Historian and senior journalist, Zaheer-ud-din, believes that the arson and loot was not totally spontaneous, “The seeds were sown well before 1979.”

Zaheer-ud-din believes that a ban on Jama’at run schools in 1975 was a part of this political tussle Jama’at was involved in.

Geelani believes that Jama’at was growing into a political force to reckon with and the so-called ‘secular’ forces in Kashmir feared its rising popularity.

“The Shiekh Abdullah led government was equally responsible for the carnage,” Geelani says.

Government response and police inaction:       

The victims believe that the government did nothing to take control of the situation and had there been a timely intervention from the police and the administration things would have not taken such a violent turn.

Petty political interests kept the state government from taking any measures either before the riots or after. (Source: Waadi-e-Pur-Khaar, by Qari Saifuddin). Qari further writes in his book that the then Chief Minister, Sheikh Muhammad Abdullah, was made aware of the situation by Geelani in the ongoing session of the Legislative Assembly in Jammu.

“The CM was made aware that Christians and Ahmadiyyas were also being targeted by the unruly mobs, along with the Jama’at cadre and the sympathisers,” writes Qari, “Geelani impressed upon the CM to visit Kashmir as soon as possible; however, he delayed his visit to the time when riots had completely gone off hand.”

Qari maintains that he was very disappointed with the then IGP, Kashmir, who had assured them of immediate action but his assurances proved out to be mere utterances.

The Jama’at members still feel that the government became a partner in crime for not acting in the way they should have.

The Jamaat response and the political implications:     

Funeral of Zulifkar Ali Bhutto inside central jail Rawalpindi.
Funeral of Zulifkar Ali Bhutto inside central jail Rawalpindi.

Not much has been written or documented about the incident and the after-effects of it, but the oral history suggests that the response by Jama’at had been very dignified to say the least.

Jama’at members suggest that the then Jama’at Advisory Council headed by the Chief, Maulana Saaduddin Tarbali, announced a general amnesty for the rioters and withdrawal of all FIR’s against them.

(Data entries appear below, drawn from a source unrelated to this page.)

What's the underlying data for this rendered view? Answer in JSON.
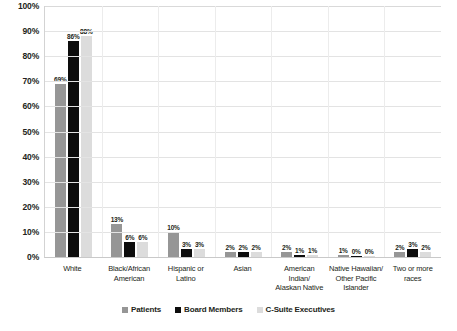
{
  "chart_data": {
    "type": "bar",
    "title": "",
    "subtitle": "",
    "xlabel": "",
    "ylabel": "",
    "ylim": [
      0,
      100
    ],
    "grid": true,
    "legend_position": "bottom",
    "y_ticks": [
      "100%",
      "90%",
      "80%",
      "70%",
      "60%",
      "50%",
      "40%",
      "30%",
      "20%",
      "10%",
      "0%"
    ],
    "y_tick_values": [
      100,
      90,
      80,
      70,
      60,
      50,
      40,
      30,
      20,
      10,
      0
    ],
    "categories": [
      "White",
      "Black/African American",
      "Hispanic or Latino",
      "Asian",
      "American Indian/ Alaskan Native",
      "Native Hawaiian/ Other Pacific Islander",
      "Two or more races"
    ],
    "category_lines": [
      [
        "White"
      ],
      [
        "Black/African",
        "American"
      ],
      [
        "Hispanic or",
        "Latino"
      ],
      [
        "Asian"
      ],
      [
        "American",
        "Indian/",
        "Alaskan Native"
      ],
      [
        "Native Hawaiian/",
        "Other Pacific",
        "Islander"
      ],
      [
        "Two or more",
        "races"
      ]
    ],
    "series": [
      {
        "name": "Patients",
        "color": "#969696",
        "values": [
          69,
          13,
          10,
          2,
          2,
          1,
          2
        ],
        "labels": [
          "69%",
          "13%",
          "10%",
          "2%",
          "2%",
          "1%",
          "2%"
        ]
      },
      {
        "name": "Board Members",
        "color": "#0d0d0d",
        "values": [
          86,
          6,
          3,
          2,
          1,
          0,
          3
        ],
        "labels": [
          "86%",
          "6%",
          "3%",
          "2%",
          "1%",
          "0%",
          "3%"
        ]
      },
      {
        "name": "C-Suite Executives",
        "color": "#dcdcdc",
        "values": [
          88,
          6,
          3,
          2,
          1,
          0,
          2
        ],
        "labels": [
          "88%",
          "6%",
          "3%",
          "2%",
          "1%",
          "0%",
          "2%"
        ]
      }
    ]
  },
  "legend": {
    "items": [
      {
        "label": "Patients",
        "color": "#969696"
      },
      {
        "label": "Board Members",
        "color": "#0d0d0d"
      },
      {
        "label": "C-Suite Executives",
        "color": "#dcdcdc"
      }
    ]
  },
  "colors": {
    "gridline": "#e3e3e3",
    "axis": "#c9c9c9",
    "text": "#231f20",
    "background": "#ffffff"
  }
}
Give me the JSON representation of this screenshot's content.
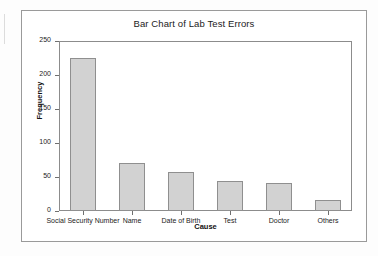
{
  "figure": {
    "title": "Bar Chart of Lab Test Errors"
  },
  "chart_data": {
    "type": "bar",
    "title": "Bar Chart of Lab Test Errors",
    "xlabel": "Cause",
    "ylabel": "Frequency",
    "categories": [
      "Social Security Number",
      "Name",
      "Date of Birth",
      "Test",
      "Doctor",
      "Others"
    ],
    "values": [
      225,
      70,
      58,
      44,
      41,
      16
    ],
    "ylim": [
      0,
      250
    ],
    "yticks": [
      0,
      50,
      100,
      150,
      200,
      250
    ],
    "ytick_labels": [
      "0",
      "50",
      "100",
      "150",
      "200",
      "250"
    ],
    "grid": false,
    "legend": null,
    "bar_fill_color": "#d2d2d2",
    "bar_edge_color": "#8f8f8f",
    "axis_color": "#8c8c8c",
    "background_color": "#ffffff"
  }
}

“I was a college student and I clearly remember the announcement of the general amnesty at a Jama’at convention,” says Dr Hameed Fayaz, present Secretary-General of Jama’at-e-Islami Kashmir.

Following the riots the Jama’at cadre, while rebuilding their own shattered lives, also helped the people, without any affiliation to Jama’at, who had been caught into the arson, the social observers say.

The magnanimity shown by the Jama’at took some time to sink in and when it did the general perception, among some sections of the society, of the Jama’at being anti-Islam started to change drastically.

“When my house was gutted during an encounter in the ’90s, the same people who looted Jama’at households went out of their way to rebuild my house,” Kumar says, “I have come to the conclusion that these people were misled into believing that Jama’ati’s were a threat to Islam.”

The change of heart towards the Jama’at was instrumental in shaping up the political landscape of Kashmir. A senior journalist comments, “Jama’at would have had a sizeable stake in the 1987 elections, which the rigging ensured did not happen.”

The overwhelming pro-Jama’at sentiment that kept growing after 1979 had a major role to play in the quantum of armed struggle Kashmir witnessed, says the journalist. Rest is history.